One Nation, Under God

The plastic bag conspiracy

Anyone who has visited Livingston in the middle of winter has no doubt seen and heard the plastic grocery bags hung up on the branches of trees in town where they pop and snap in the wind.

It’s an unsightly winter phenomenon, the result of uncorralled trash and unrelenting winds. The problem disappears from sight in the spring when the trees leaf out and the foliage hides the remains of the plastic bags.

I never considered it anything more than a seasonal reminder not to litter, but now I find it may indicate something a bit more sinister.

A Facebook friend from Georgia recently posted a picture of a plastic bag in a tree with the warning that dognappers are targeting potential victims by marking their homes in such a manner.

An online search revealed more about the subject of plastic bags in trees than I could have imagined, including a gallery of fascinating photographs of plastic bags in trees. While the prevailing rumor blames the bags on dognappers, it was also pointed out that plastic bags are occasionally tied in trees to discourage birds and other pests, or to mark trees that should or should not be sprayed.

The dognapping rumor, which also swept across the UK, Spain and Australia, has it that the purloined pooches are being used as fodder to train fighting dogs. And although that may be true, there are an awful lot of bags snapping in the trees this winter. Has dog fighting really become that popular? Has Michael Vick moved his Bad Newz Kennel to Livingston?

I suspect not.

It’s well known that the disgraced former Atlanta Falcons quarterback, who spent 21 months in prison for a dog-fighting conviction in 2007, doesn’t like cold weather.

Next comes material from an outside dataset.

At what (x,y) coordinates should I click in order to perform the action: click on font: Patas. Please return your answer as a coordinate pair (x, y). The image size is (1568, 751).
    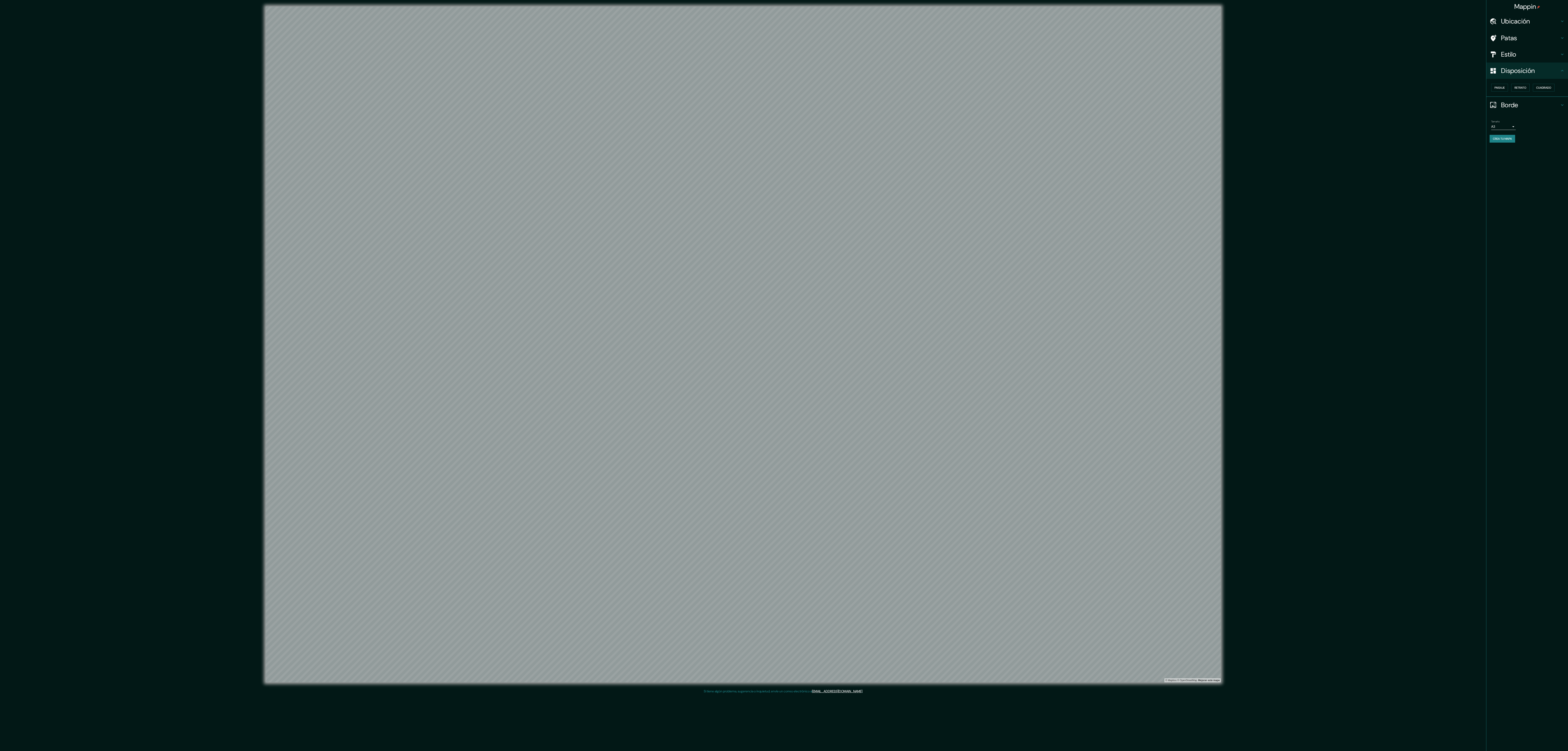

If nothing else, the dognapper rumor gives me another training tool with which to threaten my ill-disciplined pack. I told Jem this morning that if I caught him in the garbage one more time I would tie a plastic bag to one of the trees in the yard and put him outside wearing a sign that read “Pit bulls aren’t so tough.”

Plastic bags tied to trees might indicate something nefarious is afoot in certain parts of the world, but that’s probably not what it means out here. In Livingston it simply means someone was careless with their trash.